The airport in Arlington, Virginia turned 75 years old this month. Despite its being in better condition than other major airports, such as New York's La Guardia, the Metropolitan Washington Airports Authority plans to add 1.1 million square feet to the airport.
The added space would shorten security lines and improve customers' experiences while traveling, the authority said.
More than 23 million passengers used National last year, making it the second-busiest airport in the region, after Baltimore-Washington International Marshall Airport. Last year was its sixth straight year of record-high passenger traffic. And there is little indication it will taper off.
And that’s the problem.
Such phenomenal growth was not part of the original plan for the airport, which sits on 860 acres of infill in the Potomac River.
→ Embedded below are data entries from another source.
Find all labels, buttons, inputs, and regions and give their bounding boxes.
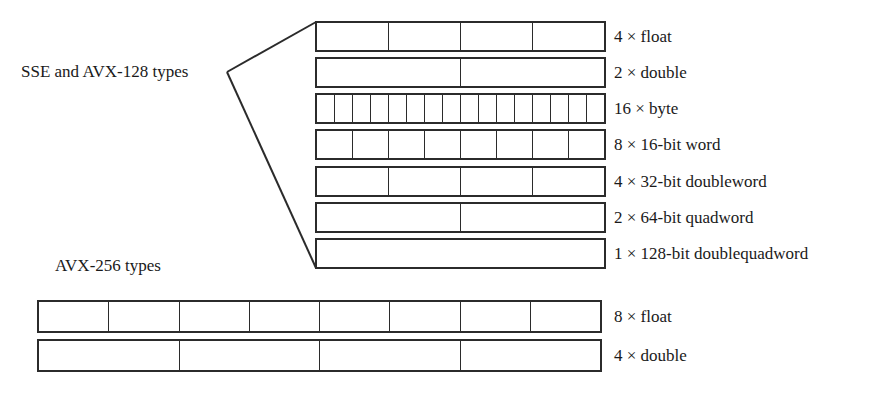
sse-row-label: 1 × 128-bit doublequadword — [614, 244, 808, 264]
register-lane — [319, 302, 389, 331]
sse-row-label: 2 × double — [614, 63, 687, 83]
register-lane — [317, 59, 460, 86]
avx256-register-row — [37, 339, 602, 372]
register-lane — [478, 95, 496, 122]
register-lane — [108, 302, 178, 331]
register-lane — [388, 168, 460, 195]
register-lane — [532, 95, 550, 122]
register-lane — [179, 341, 320, 370]
register-lane — [424, 131, 460, 158]
sse-register-row — [315, 129, 606, 160]
register-lane — [460, 23, 532, 50]
register-lane — [460, 341, 601, 370]
register-lane — [388, 23, 460, 50]
register-lane — [460, 95, 478, 122]
sse-register-row — [315, 202, 606, 233]
sse-register-row — [315, 166, 606, 197]
sse-register-row — [315, 21, 606, 52]
register-lane — [460, 168, 532, 195]
avx256-row-label: 8 × float — [614, 307, 672, 327]
sse-register-row — [315, 57, 606, 88]
register-lane — [370, 95, 388, 122]
register-lane — [424, 95, 442, 122]
sse-register-row — [315, 93, 606, 124]
register-lane — [460, 204, 604, 231]
avx256-row-label: 4 × double — [614, 346, 687, 366]
register-lane — [352, 131, 388, 158]
register-lane — [460, 302, 530, 331]
register-lane — [317, 240, 604, 267]
register-lane — [460, 131, 496, 158]
register-lane — [317, 23, 388, 50]
register-lane — [317, 168, 388, 195]
register-lane — [334, 95, 352, 122]
sse-row-label: 8 × 16-bit word — [614, 135, 720, 155]
register-lane — [532, 23, 604, 50]
register-lane — [532, 131, 568, 158]
register-lane — [388, 95, 406, 122]
avx256-register-row — [37, 300, 602, 333]
register-lane — [568, 131, 604, 158]
register-lane — [317, 131, 352, 158]
register-lane — [319, 341, 460, 370]
sse-avx128-group-label: SSE and AVX-128 types — [21, 62, 188, 82]
register-lane — [388, 131, 424, 158]
register-lane — [514, 95, 532, 122]
register-lane — [249, 302, 319, 331]
register-lane — [496, 131, 532, 158]
avx256-group-label: AVX-256 types — [55, 256, 161, 276]
register-lane — [39, 341, 179, 370]
register-lane — [317, 95, 334, 122]
register-lane — [530, 302, 600, 331]
register-lane — [317, 204, 460, 231]
register-lane — [389, 302, 459, 331]
sse-row-label: 4 × 32-bit doubleword — [614, 172, 767, 192]
register-lane — [442, 95, 460, 122]
register-lane — [496, 95, 514, 122]
sse-row-label: 16 × byte — [614, 99, 678, 119]
register-lane — [586, 95, 604, 122]
sse-register-row — [315, 238, 606, 269]
register-lane — [39, 302, 108, 331]
register-lane — [460, 59, 604, 86]
register-lane — [179, 302, 249, 331]
register-lane — [406, 95, 424, 122]
sse-row-label: 2 × 64-bit quadword — [614, 208, 753, 228]
register-lane — [568, 95, 586, 122]
register-lane — [352, 95, 370, 122]
sse-row-label: 4 × float — [614, 27, 672, 47]
register-lane — [532, 168, 604, 195]
register-lane — [550, 95, 568, 122]
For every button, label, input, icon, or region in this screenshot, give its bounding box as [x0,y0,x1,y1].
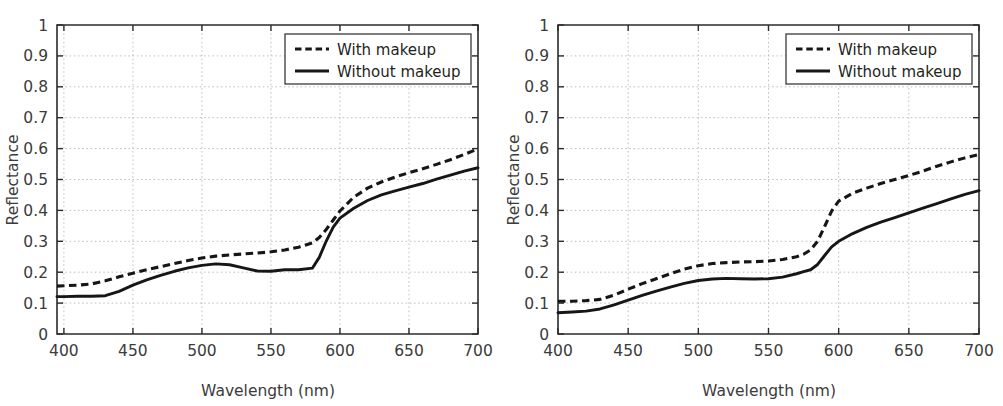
x-tick-label: 650 [394,342,424,360]
x-axis-title-right: Wavelength (nm) [702,382,836,400]
y-tick-label: 0.7 [524,109,549,127]
y-tick-label: 0.4 [524,202,549,220]
y-tick-label: 0.7 [23,109,48,127]
y-tick-label: 0.8 [524,78,549,96]
legend-label-without-makeup: Without makeup [337,63,461,81]
series-line-with-makeup [57,149,478,286]
y-tick-label: 0.8 [23,78,48,96]
y-tick-label: 0.5 [23,171,48,189]
figure-container: 00.10.20.30.40.50.60.70.80.9140045050055… [0,0,1003,406]
y-tick-label: 0.3 [23,233,48,251]
x-axis-title-left: Wavelength (nm) [201,382,335,400]
x-tick-label: 550 [256,342,286,360]
y-tick-label: 1 [539,17,549,35]
y-tick-label: 0.6 [23,140,48,158]
x-tick-label: 500 [684,342,714,360]
y-tick-label: 0.9 [23,47,48,65]
chart-svg-right: 00.10.20.30.40.50.60.70.80.9140045050055… [501,0,1002,406]
x-tick-label: 650 [894,342,924,360]
y-tick-label: 0.6 [524,140,549,158]
y-axis-title-right: Reflectance [505,135,523,226]
x-tick-label: 450 [118,342,148,360]
y-tick-label: 0.9 [524,47,549,65]
x-tick-label: 450 [613,342,643,360]
x-tick-label: 600 [325,342,355,360]
series-group-right [558,154,979,312]
y-tick-label: 0.4 [23,202,48,220]
y-tick-label: 0.5 [524,171,549,189]
chart-svg-left: 00.10.20.30.40.50.60.70.80.9140045050055… [0,0,501,406]
x-tick-label: 700 [463,342,493,360]
y-tick-label: 0.1 [23,295,48,313]
x-tick-label: 500 [187,342,217,360]
x-tick-label: 550 [754,342,784,360]
x-tick-label: 600 [824,342,854,360]
y-tick-label: 1 [38,17,48,35]
y-tick-label: 0.2 [23,264,48,282]
legend-label-without-makeup: Without makeup [838,63,962,81]
y-tick-label: 0 [539,326,549,344]
y-tick-label: 0.3 [524,233,549,251]
y-tick-label: 0 [38,326,48,344]
legend-right: With makeupWithout makeup [786,34,972,84]
legend-label-with-makeup: With makeup [838,41,937,59]
chart-panel-left: 00.10.20.30.40.50.60.70.80.9140045050055… [0,0,501,406]
chart-panel-right: 00.10.20.30.40.50.60.70.80.9140045050055… [501,0,1002,406]
y-axis-title-left: Reflectance [4,135,22,226]
legend-label-with-makeup: With makeup [337,41,436,59]
x-tick-label: 400 [49,342,79,360]
x-tick-label: 400 [543,342,573,360]
legend-left: With makeupWithout makeup [285,34,471,84]
series-group-left [57,149,478,297]
x-tick-label: 700 [964,342,994,360]
y-tick-label: 0.1 [524,295,549,313]
y-tick-label: 0.2 [524,264,549,282]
But in the years since President Franklin D. Roosevelt watched the first American Airlines DC-3 aircraft touch down on the runway, the airport has grown in ways that few could have anticipated. It now serves more passengers than Dulles International — an airport 14 times its size.
The irony is that while airport officials have fought against growth at National, they have been forced to accommodate it.
They have reconfigured space, even re-purposing storage closets and conference rooms to manage the passenger boom. In 2014, they spent $37 million to remake historic Terminal A, adding security lanes and brightening the interior.
This fall, they will break ground on the airport’s biggest building project in nearly two decades. The centerpiece of the ambitious $1 billion program will be a new commuter concourse on the airport’s north side.
The building will replace Gate 35X — a notorious choke point where travelers, in rain, sun or snow, are required to board shuttle buses to get to their planes.
"Over the next four years, there's going to be a transformation of the passenger experience at Reagan National to decrease congestion near the gate and to improve passenger flow through the terminal," said MWAA spokesman Rob Yingling.
The authority released a video that shows security checkpoints being moved and housed under the roadway west of the airport, toward Crystal City.
Some of the checkpoints will be underground and have natural light coming in through glass ceiling panels. Terminal C, which currently houses the airport's executive offices, will be transformed to hold short-hop flights.
The authority said much of the construction will be done overnight so as not to interfere with airport traffic. The work will not begin until spring 2017 and is expected to be completed by 2021.